Exhortation to His Disciples and The Crowds Not To Be Like the Scribes and Pharisees, But to Be Doers and Not Hearers Only, and Rather to Be Humble and Lowly, Treating Each Other As Being As Good If Not Better Than Themselves (23:1-12).

The chapter begins with an exhortation to His disciples, and to the crowds gathered round Him in the Temple courtyard. He wants them to be clear that in indicting the Scribes and Pharisees as He is about to do He is not condemning the Law for which they claimed to stand. Rather He wants His disciples and the crowds to respect and fulfil that Law more faithfully than the Scribes and Pharisees have (compare Matthew 5:17). And He especially warns His disciples against succumbing to the dangers revealed in what the Scribes on the whole had become, men who were inward looking and filled with a sense of superiority, of arrogance and of their own importance. Thus He wants to warn the disciples on their part against the danger of feeling superior to, and lording it over, others. When they shortly sit in Jerusalem on their ‘thrones of David' ministering to the new Israel (Matthew 19:28), they are to do it as equal to equal, brother to brother, and servant to servant, and not as a ‘great one' might do to inferiors, or as a father might do to sons, or as a master might do to servants. He had seen what it had done to the Scribes whom as a little boy He had admired so much, and He recognised how necessary it was to warn His disciples against it

Analysis.

a Then spoke Jesus to the crowds and to his disciples, saying, “The scribes and the Pharisees sit on Moses seat” (Matthew 23:1).

b “All things therefore whatever they bid you, these do and observe, but do not you after their works, for they say, and do not” (Matthew 23:3).

c “Yes, they bind heavy burdens and grievous to be borne, and lay them on men's shoulders, but they themselves will not move them with their finger” (Matthew 23:4).

d “But all their works they do to be seen of men (Matthew 23:5 a).

e “For they make broad their phylacteries, and enlarge the borders of their garments, and love the chief place at feasts, and the chief seats in the synagogues, and the salutations in the marketplaces, and to be called of men, Rabbi” (Matthew 23:5).

e “But as for you, do not you be called Rabbi, for one is your teacher, and all you are brothers” (Matthew 23:8).

d “And call no man your father on the earth, for one is your Father, even he who is in heaven” (Matthew 23:9).

c “Neither be you called masters, for one is your master, even the Christ” (Matthew 23:10).

b “But he who is greatest among you shall be your servant” (Matthew 23:11).

a “And whoever shall exalt himself shall be humbled, and whoever shall humble himself shall be exalted” (Matthew 23:12).

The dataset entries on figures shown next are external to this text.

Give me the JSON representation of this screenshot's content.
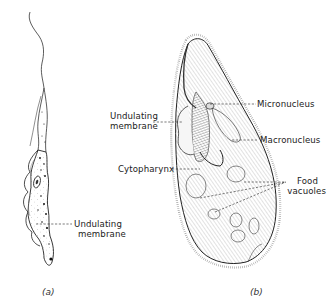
{
  "figure": {
    "panels": [
      {
        "id": "a",
        "caption": "(a)",
        "subject": "flagellate",
        "labels": [
          {
            "text_line1": "Undulating",
            "text_line2": "membrane"
          }
        ]
      },
      {
        "id": "b",
        "caption": "(b)",
        "subject": "ciliate",
        "labels": [
          {
            "text_line1": "Undulating",
            "text_line2": "membrane"
          },
          {
            "text": "Cytopharynx"
          },
          {
            "text": "Micronucleus"
          },
          {
            "text": "Macronucleus"
          },
          {
            "text_line1": "Food",
            "text_line2": "vacuoles"
          }
        ]
      }
    ],
    "colors": {
      "ink": "#222222",
      "background": "#ffffff"
    }
  }
}
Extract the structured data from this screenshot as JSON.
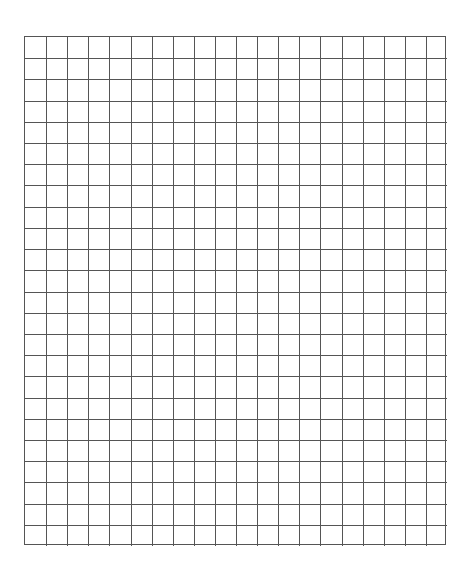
{
  "page": {
    "type": "graph-paper-worksheet"
  },
  "grid": {
    "columns": 20,
    "rows": 24,
    "line_color": "#555555",
    "background": "#ffffff"
  }
}
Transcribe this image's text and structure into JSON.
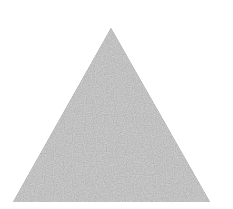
{
  "shape": {
    "type": "triangle",
    "label": "gray triangle",
    "points": [
      [
        111,
        28
      ],
      [
        210,
        202
      ],
      [
        13,
        202
      ]
    ],
    "fill_color": "#8a8a8a",
    "background_color": "#ffffff"
  }
}
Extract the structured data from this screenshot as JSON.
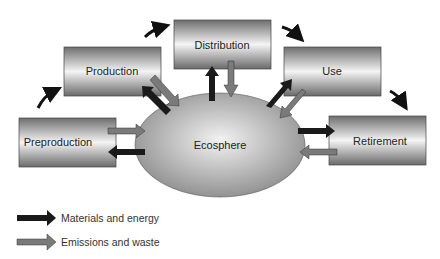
{
  "diagram": {
    "center": "Ecosphere",
    "stages": [
      {
        "id": "preproduction",
        "label": "Preproduction"
      },
      {
        "id": "production",
        "label": "Production"
      },
      {
        "id": "distribution",
        "label": "Distribution"
      },
      {
        "id": "use",
        "label": "Use"
      },
      {
        "id": "retirement",
        "label": "Retirement"
      }
    ],
    "legend": [
      {
        "label": "Materials and energy",
        "color": "#1a1a1a"
      },
      {
        "label": "Emissions and waste",
        "color": "#7a7a7a"
      }
    ]
  }
}
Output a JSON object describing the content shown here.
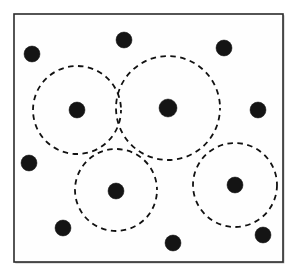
{
  "figure": {
    "width": 297,
    "height": 275,
    "background_color": "#ffffff"
  },
  "frame": {
    "name": "plot-border",
    "x": 14,
    "y": 14,
    "width": 269,
    "height": 248,
    "stroke_color": "#2b2b2b",
    "fill_color": "#fefefe",
    "stroke_width": 1.6
  },
  "chart_data": {
    "type": "scatter",
    "xlabel": "",
    "ylabel": "",
    "xlim": [
      14,
      283
    ],
    "ylim": [
      14,
      262
    ],
    "grid": false,
    "legend": "none",
    "point_color": "#141414",
    "point_radius": 8,
    "circle_color": "#111111",
    "circle_style": "dashed",
    "series": [
      {
        "name": "covered points",
        "note": "points that lie at the centre of a dashed cluster circle",
        "points": [
          {
            "id": "p1",
            "x": 77,
            "y": 110,
            "r": 8
          },
          {
            "id": "p2",
            "x": 168,
            "y": 108,
            "r": 9
          },
          {
            "id": "p3",
            "x": 116,
            "y": 191,
            "r": 8
          },
          {
            "id": "p4",
            "x": 235,
            "y": 185,
            "r": 8
          }
        ]
      },
      {
        "name": "uncovered points",
        "note": "points outside every dashed cluster circle",
        "points": [
          {
            "id": "p5",
            "x": 32,
            "y": 54,
            "r": 8
          },
          {
            "id": "p6",
            "x": 124,
            "y": 40,
            "r": 8
          },
          {
            "id": "p7",
            "x": 224,
            "y": 48,
            "r": 8
          },
          {
            "id": "p8",
            "x": 258,
            "y": 110,
            "r": 8
          },
          {
            "id": "p9",
            "x": 29,
            "y": 163,
            "r": 8
          },
          {
            "id": "p10",
            "x": 63,
            "y": 228,
            "r": 8
          },
          {
            "id": "p11",
            "x": 173,
            "y": 243,
            "r": 8
          },
          {
            "id": "p12",
            "x": 263,
            "y": 235,
            "r": 8
          }
        ]
      }
    ],
    "circles": [
      {
        "id": "c1",
        "label": "cluster 1",
        "cx": 77,
        "cy": 110,
        "r": 44
      },
      {
        "id": "c2",
        "label": "cluster 2",
        "cx": 168,
        "cy": 108,
        "r": 52
      },
      {
        "id": "c3",
        "label": "cluster 3",
        "cx": 116,
        "cy": 190,
        "r": 41
      },
      {
        "id": "c4",
        "label": "cluster 4",
        "cx": 235,
        "cy": 185,
        "r": 42
      }
    ],
    "counts": {
      "total_points": 12,
      "clusters": 4,
      "covered_points": 4,
      "uncovered_points": 8
    }
  }
}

Note that in ‘a' the Scribes and Pharisees proudly sit on Moses' seat, but in the parallel the disciples are rather to humble themselves. In ‘b' His disciples and the crowds are to do what the Scribes teach, but not what they do, and in the parallel they themselves are to be as servants when they teach and do. In ‘c' the Scribes and Pharisees lay heavy burdens on people (as masters do to their slaves) and do not seek to alleviate them, while in the parallel His disciples are not to see themselves as masters, but to recognise that only Christ is their Master. In ‘d' The Scribes and Pharisees desire to be seen of men, and in the parallel the disciples are to look to their Father in Heaven so as to be seen of Him. Centrally in ‘e' and its parallel His disciples are not to glorify themselves or to desire to be called ‘Rabbi', seeing themselves as great Teachers. They are rather to remember to walk in all humility.